Cyberpunk
Description
Yan:
"cyberpunk, which is an imagination of how a society controlled by computer and internet technologies will look like from the vantage point of science fiction writers of the 1980s. Its protagonists were anti-heroes and its irreverent aesthetics were inspired by the punk music scene that was also coming into its own around the same time. The originators of cyberpunk extrapolated the unbridled capitalism of the Reagan-Thatcher years into a dystopian view of the future, where mega-corporations were more powerful than governments, cities were alienating concrete sprawls where an impoverished majority survived by hustling in a gig economy, and shallow virtual pleasures stand-in for the emptiness that pervade people’s lives. If you think that sounds like our actual present, then you are quite right.
One important vibe that cyberpunk was able to convey was how technology succumbs to the flaws in society, instead of technology allowing us to overcome society’s flaws. In Star Trek’s classic science fiction universe, we have been able to harness technology to eliminate hunger, cure diseases, and overcome petty political squabbles. In cyberpunk worlds like those of Blade Runner, however, the rich still oppress the poor out of pettiness and greed. Technology only changes the means of oppression. The downtrodden are also masters of technology in their own way—tinkering with it to rebel, resist, and persist in an unforgiving world, which of course, is punk as f**k."
(https://livingwithshoggoths.substack.com/p/we-have-always-been-seapunks)
Typology
Subgenres, by Yan:
"It is that part of cyberpunk—the idea that social forces subsume technology, and that the addition of technology causes more continuity than change—that spawned dozens of “-punk” subgenres of speculative fiction.
There’s
- steampunk, which reimagines Victorian worlds with automatons and flying machines;
- silkpunk, which blends an East Asian aesthetic and a decolonial ethos; there’s
- dieselpunk, which is like steampunk but set in the 1920s-1940s replete with fascism as a backdrop;
- decopunk, a shiner,
- art-deco dieselpunk;
- biopunk, a riff on cyberpunk with more emphasis on biotechnology,
and a whole bunch of others. And then there’s solarpunk, which, unlike the rest of them, did not come first in the form of works of fiction, but rather as an invitation to imagine."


**Activity:** After finding "Image is 154x236 pixels." in the material below, output its line and every line after it through the last, exactly, but not the pictures.

**Data section:**

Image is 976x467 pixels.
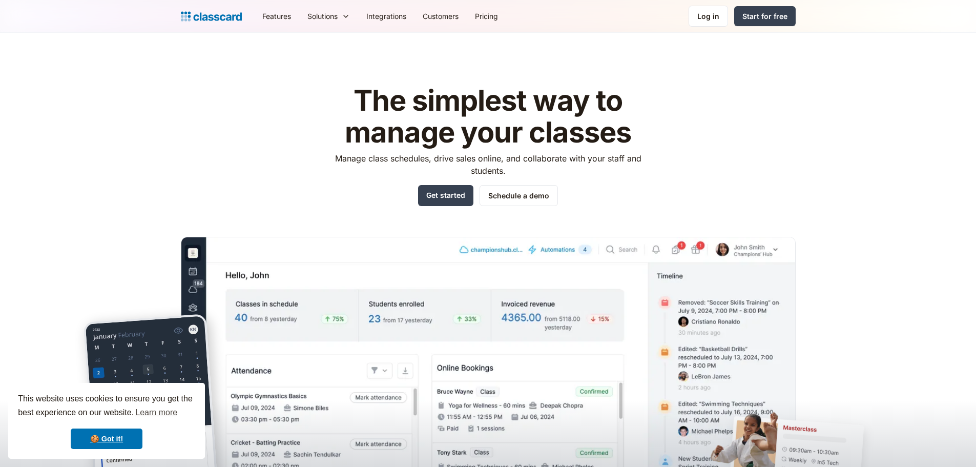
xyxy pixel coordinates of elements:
a: Start for free [734,6,795,26]
a: Integrations [358,5,414,28]
a: Schedule a demo [479,185,558,206]
div: Solutions [299,5,358,28]
p: Manage class schedules, drive sales online, and collaborate with your staff and students. [325,152,650,177]
a: Customers [414,5,467,28]
a: learn more about cookies [134,405,179,420]
div: Start for free [742,11,787,22]
a: Get started [418,185,473,206]
h1: The simplest way to manage your classes [325,85,650,148]
span: This website uses cookies to ensure you get the best experience on our website. [18,392,195,420]
a: Log in [688,6,728,27]
a: Pricing [467,5,506,28]
a: home [181,9,242,24]
a: Features [254,5,299,28]
div: cookieconsent [8,383,205,458]
div: Solutions [307,11,338,22]
div: Log in [697,11,719,22]
a: dismiss cookie message [71,428,142,449]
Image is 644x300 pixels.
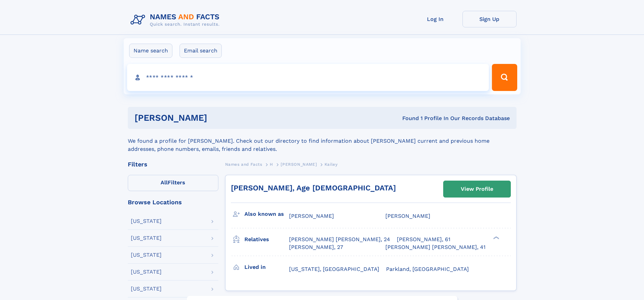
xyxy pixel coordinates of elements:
[128,175,218,191] label: Filters
[280,160,317,168] a: [PERSON_NAME]
[492,64,517,91] button: Search Button
[289,236,390,243] a: [PERSON_NAME] [PERSON_NAME], 24
[131,286,162,291] div: [US_STATE]
[280,162,317,167] span: [PERSON_NAME]
[128,161,218,168] div: Filters
[128,129,517,153] div: We found a profile for [PERSON_NAME]. Check out our directory to find information about [PERSON_N...
[131,269,162,274] div: [US_STATE]
[129,44,173,58] label: Name search
[408,11,463,27] a: Log In
[131,218,162,224] div: [US_STATE]
[386,213,430,219] span: [PERSON_NAME]
[461,181,493,197] div: View Profile
[289,266,379,272] span: [US_STATE], [GEOGRAPHIC_DATA]
[225,160,262,168] a: Names and Facts
[244,209,289,220] h3: Also known as
[128,199,218,205] div: Browse Locations
[463,11,517,27] a: Sign Up
[386,244,485,251] a: [PERSON_NAME] [PERSON_NAME], 41
[304,115,510,122] div: Found 1 Profile In Our Records Database
[443,181,511,197] a: View Profile
[131,252,162,258] div: [US_STATE]
[244,261,289,273] h3: Lived in
[289,213,334,219] span: [PERSON_NAME]
[492,236,500,240] div: ❯
[160,179,168,186] span: All
[397,236,450,243] a: [PERSON_NAME], 61
[270,162,273,167] span: H
[270,160,273,168] a: H
[135,113,305,122] h1: [PERSON_NAME]
[131,236,162,241] div: [US_STATE]
[231,184,396,192] a: [PERSON_NAME], Age [DEMOGRAPHIC_DATA]
[128,11,225,29] img: Logo Names and Facts
[179,44,222,58] label: Email search
[324,162,338,167] span: Kailey
[127,64,489,91] input: search input
[386,266,469,272] span: Parkland, [GEOGRAPHIC_DATA]
[244,233,289,245] h3: Relatives
[289,244,343,251] a: [PERSON_NAME], 27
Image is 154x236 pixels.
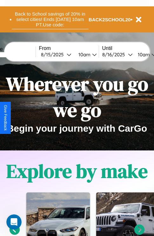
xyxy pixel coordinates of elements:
[41,51,67,58] div: 8 / 15 / 2025
[39,51,73,58] button: 8/15/2025
[6,158,148,184] h1: Explore by make
[89,17,131,22] b: BACK2SCHOOL20
[3,105,8,131] div: Give Feedback
[6,214,22,229] iframe: Intercom live chat
[75,51,92,58] div: 10am
[102,51,128,58] div: 8 / 16 / 2025
[135,51,152,58] div: 10am
[73,51,99,58] button: 10am
[39,45,99,51] label: From
[12,10,89,29] button: Back to School savings of 20% in select cities! Ends [DATE] 10am PT.Use code:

**Response area:**
Image is 154x236 pixels.
xyxy pixel coordinates of elements:
[41,51,67,58] div: 8 / 15 / 2025
[39,51,73,58] button: 8/15/2025
[6,158,148,184] h1: Explore by make
[89,17,131,22] b: BACK2SCHOOL20
[3,105,8,131] div: Give Feedback
[6,214,22,229] iframe: Intercom live chat
[75,51,92,58] div: 10am
[102,51,128,58] div: 8 / 16 / 2025
[135,51,152,58] div: 10am
[73,51,99,58] button: 10am
[39,45,99,51] label: From
[12,10,89,29] button: Back to School savings of 20% in select cities! Ends [DATE] 10am PT.Use code:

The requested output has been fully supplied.